Regarding Michael Quinlan’s comments about the fundamental difference between the American and Australian systems vis-à-vis the treatment of civil rights at law: I wonder whether this is mostly due to a difference in legal approach (i.e., jurisprudential culture). Rights may come before judicial consideration whether they are enshrined in statute or emanate from the common law; in both cases, they may be subject to redefinition and expansion by a radical activist judiciary. That this process has not occurred in Australia to the same degree may simply be due to the differing historical nuances between Australia and the United States and the disposition of the members of their respective courts.

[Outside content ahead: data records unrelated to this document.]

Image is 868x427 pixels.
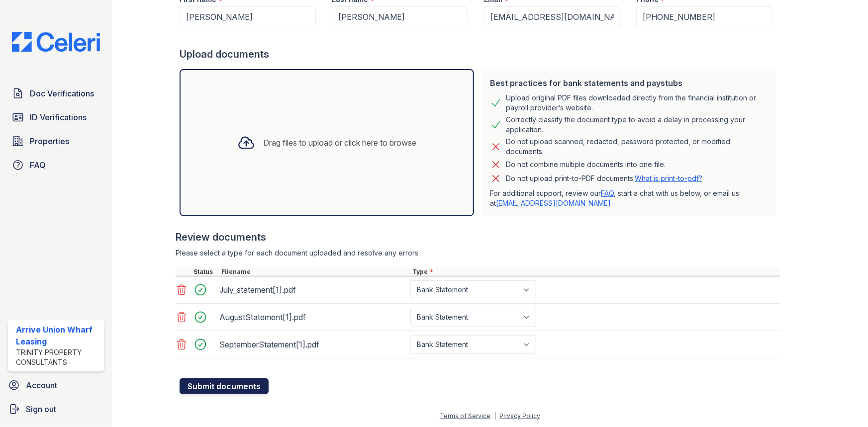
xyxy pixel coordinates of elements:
div: Drag files to upload or click here to browse [263,137,416,149]
a: Account [4,376,108,396]
p: Do not upload print-to-PDF documents. [506,174,703,184]
a: FAQ [8,155,104,175]
div: Do not combine multiple documents into one file. [506,159,666,171]
div: Status [191,268,219,276]
a: What is print-to-pdf? [635,174,703,182]
div: Trinity Property Consultants [16,348,100,368]
a: Privacy Policy [500,412,540,420]
span: ID Verifications [30,111,87,124]
a: Properties [8,131,104,151]
div: | [494,412,496,420]
div: July_statement[1].pdf [219,282,406,298]
a: FAQ [601,189,614,197]
a: Terms of Service [440,412,491,420]
p: For additional support, review our , start a chat with us below, or email us at [490,188,769,208]
img: CE_Logo_Blue-a8612792a0a2168367f1c8372b55b34899dd931a85d93a1a3d3e32e68fde9ad4.png [4,32,108,51]
div: Upload original PDF files downloaded directly from the financial institution or payroll provider’... [506,93,769,113]
a: Sign out [4,399,108,419]
div: Please select a type for each document uploaded and resolve any errors. [176,248,781,258]
div: AugustStatement[1].pdf [219,309,406,325]
span: FAQ [30,159,46,171]
button: Submit documents [179,379,268,394]
span: Doc Verifications [30,88,94,99]
span: Account [26,380,57,391]
div: SeptemberStatement[1].pdf [219,337,406,353]
a: Doc Verifications [8,84,104,104]
div: Correctly classify the document type to avoid a delay in processing your application. [506,115,769,135]
div: Review documents [176,230,781,244]
a: ID Verifications [8,107,104,127]
div: Filename [219,268,411,276]
a: [EMAIL_ADDRESS][DOMAIN_NAME] [496,199,611,207]
span: Properties [30,135,69,147]
div: Best practices for bank statements and paystubs [490,77,769,89]
span: Sign out [26,403,56,415]
div: Arrive Union Wharf Leasing [16,324,100,348]
div: Upload documents [179,47,781,61]
div: Type [411,268,781,276]
div: Do not upload scanned, redacted, password protected, or modified documents. [506,137,769,157]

The fact that a dispute even exists about whether Bostock was or was not decided on the basis of a strict reading of the law illustrates how politicized jurisprudence has become. The decision could arguably be interpreted as originalist only if “sex” and the concepts of “sexual orientation” and “gender identity” merge into one and the same, and if this merger could be proven to have been somehow contemplated by the drafters of the law; but such legal confabulation could only be achieved through the mischief of ideology. I therefore share Prof. Quinlan’s concern that the decision will undermine public trust in the rational rule of law (and the institutions of higher learning where the justices received their education). But I cannot see the merit in criticizing disingenuous progressive activism and leaving the conservative response at that. Electing more competent members to the legislature is the instinctive solution; however, as my article in this issue discusses, this too may be a fool’s errand in the present climate.
I interpret Prof. Quinlan’s response as a call for the judiciary and the legislature to keep to their respective roles. I wholeheartedly agree with the sentiment. However, left-leaning judges do not show any signs that they will “abandon a dedication to activism” — nor should we expect them to, as this has constituted an unblemished winning strategy on their part for decades. I contend that a judge of a conservative inclination need not sacrifice his professional integrity to engage on equal terms with a jurisprudential culture that has become thoroughly politicized. Indeed, not doing so means entering the breach unarmed and unprepared — an unblemished losing strategy. When responding to the politicization of culture, one does not contribute to the toxicity of existing activism if one’s politics is not toxic to start with; and when one’s agenda has a metaphysical worldview informed by Catholic social teaching, it is the very antithesis of toxicity.
Pace our critics, we have nothing to be afraid or ashamed of in promoting our worldview, especially in law and politics, and we should do so assertively and unapologetically.